Creeping Desert

Will climate change push fertile prairie to desolate wasteland?

By Alex Roslin
Canadian Wildlife, September/October 2009

Water is the lifeblood of the Canadian Prairies—essential for its ecosystems, drinking and economy. But water experts say life could be turned upside down there as climate change brings severe drought, dried-up rivers and near-desertification to the Prairies in coming decades. Some of the impacts are already well underway.
“There is going to be tremendous stress on ecosystems,” says James Byrne, chair of the geography department at the University of Lethbridge. “It’s going to require substantial adjustment.”
“There will be a fair amount of problems in terms of agricultural production,” says Suren Kulshreshtha, an agricultural economist at the University of Saskatchewan. Impacts could include a 10 to 30 per cent drop in crop yields across the Prairies, according to Environment Canada.
Temperatures across the Prairies have already gone up by between one and four degrees Celsius in the past century, depending on the region.
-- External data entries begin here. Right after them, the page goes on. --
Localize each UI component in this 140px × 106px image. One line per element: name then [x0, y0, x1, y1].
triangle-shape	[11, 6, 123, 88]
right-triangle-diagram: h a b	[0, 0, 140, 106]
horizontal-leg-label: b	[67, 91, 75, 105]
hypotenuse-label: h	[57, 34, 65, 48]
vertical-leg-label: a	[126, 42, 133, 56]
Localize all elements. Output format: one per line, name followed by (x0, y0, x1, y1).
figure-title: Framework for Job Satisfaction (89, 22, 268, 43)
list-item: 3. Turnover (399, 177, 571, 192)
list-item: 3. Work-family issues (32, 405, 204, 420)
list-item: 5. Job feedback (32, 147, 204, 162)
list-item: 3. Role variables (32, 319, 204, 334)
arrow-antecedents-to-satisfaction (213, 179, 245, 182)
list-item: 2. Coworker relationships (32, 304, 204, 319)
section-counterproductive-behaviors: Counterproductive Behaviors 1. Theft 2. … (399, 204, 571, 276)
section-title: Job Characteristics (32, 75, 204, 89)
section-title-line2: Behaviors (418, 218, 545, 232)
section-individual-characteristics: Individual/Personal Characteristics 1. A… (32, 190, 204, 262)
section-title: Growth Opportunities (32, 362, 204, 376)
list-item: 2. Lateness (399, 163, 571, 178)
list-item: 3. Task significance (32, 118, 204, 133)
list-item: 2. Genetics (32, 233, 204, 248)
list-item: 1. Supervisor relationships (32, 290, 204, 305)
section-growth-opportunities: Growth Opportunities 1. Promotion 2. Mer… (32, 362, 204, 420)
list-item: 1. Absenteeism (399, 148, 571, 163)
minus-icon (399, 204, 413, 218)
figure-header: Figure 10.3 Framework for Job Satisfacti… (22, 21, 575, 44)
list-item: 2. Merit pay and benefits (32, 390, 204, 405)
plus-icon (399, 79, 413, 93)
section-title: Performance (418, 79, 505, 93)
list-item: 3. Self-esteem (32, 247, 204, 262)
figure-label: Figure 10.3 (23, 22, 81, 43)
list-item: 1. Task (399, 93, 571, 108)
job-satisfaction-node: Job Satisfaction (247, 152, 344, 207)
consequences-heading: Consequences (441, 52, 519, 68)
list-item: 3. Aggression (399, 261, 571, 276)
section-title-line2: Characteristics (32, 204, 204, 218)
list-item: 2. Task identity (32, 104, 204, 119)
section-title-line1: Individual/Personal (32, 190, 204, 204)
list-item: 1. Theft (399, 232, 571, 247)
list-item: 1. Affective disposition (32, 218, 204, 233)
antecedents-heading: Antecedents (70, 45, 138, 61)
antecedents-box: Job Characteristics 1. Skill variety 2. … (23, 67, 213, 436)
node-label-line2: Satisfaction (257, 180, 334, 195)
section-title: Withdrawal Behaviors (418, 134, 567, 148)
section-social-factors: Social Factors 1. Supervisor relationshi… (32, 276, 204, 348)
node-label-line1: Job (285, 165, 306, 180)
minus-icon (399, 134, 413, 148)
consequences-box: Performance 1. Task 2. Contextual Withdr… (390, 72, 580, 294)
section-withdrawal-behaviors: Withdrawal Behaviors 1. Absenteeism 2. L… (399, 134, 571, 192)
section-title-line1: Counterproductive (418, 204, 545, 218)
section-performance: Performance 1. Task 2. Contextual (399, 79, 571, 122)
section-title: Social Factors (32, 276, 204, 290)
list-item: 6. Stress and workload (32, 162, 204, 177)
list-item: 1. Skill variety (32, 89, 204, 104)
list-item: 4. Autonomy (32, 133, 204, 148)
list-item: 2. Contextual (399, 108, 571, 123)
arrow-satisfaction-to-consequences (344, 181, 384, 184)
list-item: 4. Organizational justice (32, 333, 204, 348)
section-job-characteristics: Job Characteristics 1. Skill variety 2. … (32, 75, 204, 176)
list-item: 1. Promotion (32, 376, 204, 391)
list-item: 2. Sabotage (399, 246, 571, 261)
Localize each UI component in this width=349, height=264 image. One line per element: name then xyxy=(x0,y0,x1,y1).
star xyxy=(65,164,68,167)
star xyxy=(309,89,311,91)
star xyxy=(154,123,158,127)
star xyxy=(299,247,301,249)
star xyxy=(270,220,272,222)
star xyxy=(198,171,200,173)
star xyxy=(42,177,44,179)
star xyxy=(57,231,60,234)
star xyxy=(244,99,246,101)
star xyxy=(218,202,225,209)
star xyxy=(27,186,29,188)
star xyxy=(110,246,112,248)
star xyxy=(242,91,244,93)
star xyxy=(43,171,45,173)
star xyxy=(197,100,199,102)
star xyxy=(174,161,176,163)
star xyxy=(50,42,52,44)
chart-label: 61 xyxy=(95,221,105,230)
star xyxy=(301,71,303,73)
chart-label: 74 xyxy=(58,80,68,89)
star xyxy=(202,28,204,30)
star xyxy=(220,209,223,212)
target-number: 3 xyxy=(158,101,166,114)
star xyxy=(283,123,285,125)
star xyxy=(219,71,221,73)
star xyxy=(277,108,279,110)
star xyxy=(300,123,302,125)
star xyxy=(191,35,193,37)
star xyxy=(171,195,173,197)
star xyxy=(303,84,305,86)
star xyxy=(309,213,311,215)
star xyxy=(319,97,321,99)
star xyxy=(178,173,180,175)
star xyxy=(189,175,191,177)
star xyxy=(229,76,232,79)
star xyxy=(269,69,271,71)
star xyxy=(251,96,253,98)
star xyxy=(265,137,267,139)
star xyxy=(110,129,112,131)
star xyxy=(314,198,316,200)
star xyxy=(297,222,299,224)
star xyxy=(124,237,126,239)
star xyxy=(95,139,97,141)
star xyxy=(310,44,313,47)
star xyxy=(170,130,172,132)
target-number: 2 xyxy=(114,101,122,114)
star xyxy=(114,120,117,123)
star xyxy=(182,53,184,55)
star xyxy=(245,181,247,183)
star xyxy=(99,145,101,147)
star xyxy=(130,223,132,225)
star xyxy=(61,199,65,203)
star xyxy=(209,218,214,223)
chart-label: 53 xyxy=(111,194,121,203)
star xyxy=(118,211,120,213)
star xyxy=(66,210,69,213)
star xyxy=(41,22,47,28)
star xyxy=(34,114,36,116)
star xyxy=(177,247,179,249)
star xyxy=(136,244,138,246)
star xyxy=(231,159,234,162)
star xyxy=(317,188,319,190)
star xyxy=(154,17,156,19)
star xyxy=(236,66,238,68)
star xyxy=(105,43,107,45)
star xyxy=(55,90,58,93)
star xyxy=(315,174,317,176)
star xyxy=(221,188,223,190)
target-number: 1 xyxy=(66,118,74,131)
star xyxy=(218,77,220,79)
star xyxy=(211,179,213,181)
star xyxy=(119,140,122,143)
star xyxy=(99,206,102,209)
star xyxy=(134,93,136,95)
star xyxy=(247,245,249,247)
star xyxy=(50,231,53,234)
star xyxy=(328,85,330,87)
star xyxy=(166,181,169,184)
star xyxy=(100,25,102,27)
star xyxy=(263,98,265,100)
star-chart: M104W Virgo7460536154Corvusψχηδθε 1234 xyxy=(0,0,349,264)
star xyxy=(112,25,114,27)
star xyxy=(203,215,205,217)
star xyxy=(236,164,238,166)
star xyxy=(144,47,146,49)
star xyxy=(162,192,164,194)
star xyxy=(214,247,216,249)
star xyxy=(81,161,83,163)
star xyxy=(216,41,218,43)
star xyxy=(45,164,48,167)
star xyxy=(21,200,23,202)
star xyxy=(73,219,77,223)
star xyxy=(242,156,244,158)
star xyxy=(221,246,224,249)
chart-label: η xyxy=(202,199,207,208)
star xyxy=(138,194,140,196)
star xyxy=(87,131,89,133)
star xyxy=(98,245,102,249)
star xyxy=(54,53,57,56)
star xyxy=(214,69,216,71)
By 2100, they’re expected to go up a further 6.5 degrees under a median climate-change forecast in a landmark study coauthored by University of Alberta biologist David Schindler in 2006. He found that temperatures in northern Fort McMurray will be warmer than they are now in Lethbridge, 1,000 kilometres to the south.
Warmer temperatures, in turn, are behind a few parallel trends that are combining to imperil the Prairie water supply: melting glaciers and diminishing snowpacks in the Rocky Mountains, and increased evaporation of soil moisture.
Some of the hardest hit glaciers are in Montana’s Glacier National Park, which also sprawls into British Columbia and Alberta. Ice fields there help feed the South Saskatchewan River, whose waters meander across the Prairies and ultimately drain into Lake Winnipeg. This watershed is the main source of freshwater in a vast expanse of the southern Prairies.
But high up in the Rockies, rising temperatures over the past century have slowly melted 67 per cent of Glacier National Park’s icesheet. Scientists from the U.S. Geological Survey now estimate the last glaciers there will disappear by 2020—a decade earlier than initial estimates because warming is happening faster than expected.
“All of a sudden the park needs to be renamed because there are no glaciers,” says Stefan Kienzle, a University of Lethbridge hydrologist who studies climate-change impacts in the Prairies and in the mountain headwaters of the region’s rivers. Kienzle worked with other leading Canadian scientists to coauthor a landmark review of those impacts for Natural Resources Canada in 2007. They concluded that rising temperatures will bring widespread drought to the Prairies, especially in late summer, and that there will also be more frequent severe droughts.
Many rivers and streams will dry up, and wildlife that depends on them will be devastated. “A large number of Prairie aquatic species are at risk of extirpation,” the review said.
Byrne, who was one of the lead authors of the study, says the Prairies will eventually turn into an arid tropical zone like Arizona, especially in summertime, with near-desert conditions in some areas. “Overall, the biggest concern is we’re going to see a big increase in variability (of the Prairie climate),” he says.
River flows in the three Prairie provinces are already down substantially. A severe drought in 2001 and 2002 caused an estimated $5.8-billion drop in Canada’s gross domestic product and 41,000 lost jobs, mostly in the Prairies. A study commissioned for Agriculture and Agri-Food Canada tied it to climate change and called for better preparedness to counter “the increasing threat of drought risk."
One of the key unanswered questions is the fate of the massive Columbia Icefield straddling the Alberta and B.C. border. This 365-metre-thick chain of glaciers is the largest mass of ice and snow in the Rockies and helps feed a watershed that spans the central and northern Prairies.
But this icefield is also retreating. One of its main components, the Saskatchewan Glacier, which is the primary water source for the North Saskatchewan River, has retreated 1.4 kilometres in the last 100 years. Another component, the Athabaska Glacier, has lost half its volume.
Low river flow in the late summer will have significant implications for wildlife in the watershed, says Kienzle. “It will put more stress on the ecosystem and on all species that depend on the rivers.”

LOW FLOW

Climate change is already affecting rivers in the Canadian Prairies. Summer river flows are 20 to 84 per cent lower than 100 years ago, according to a 2006 study coauthored by University of Alberta biologist David Schindler, which appeared in the Proceedings of the National Academy of Sciences.
“We were shocked by how extreme the changes in river flows had been,” a profile of Schindler in the journal quoted him saying. He added that the decline of Canada’s freshwater “might be the largest crisis facing that nation in the upcoming century,” the article said.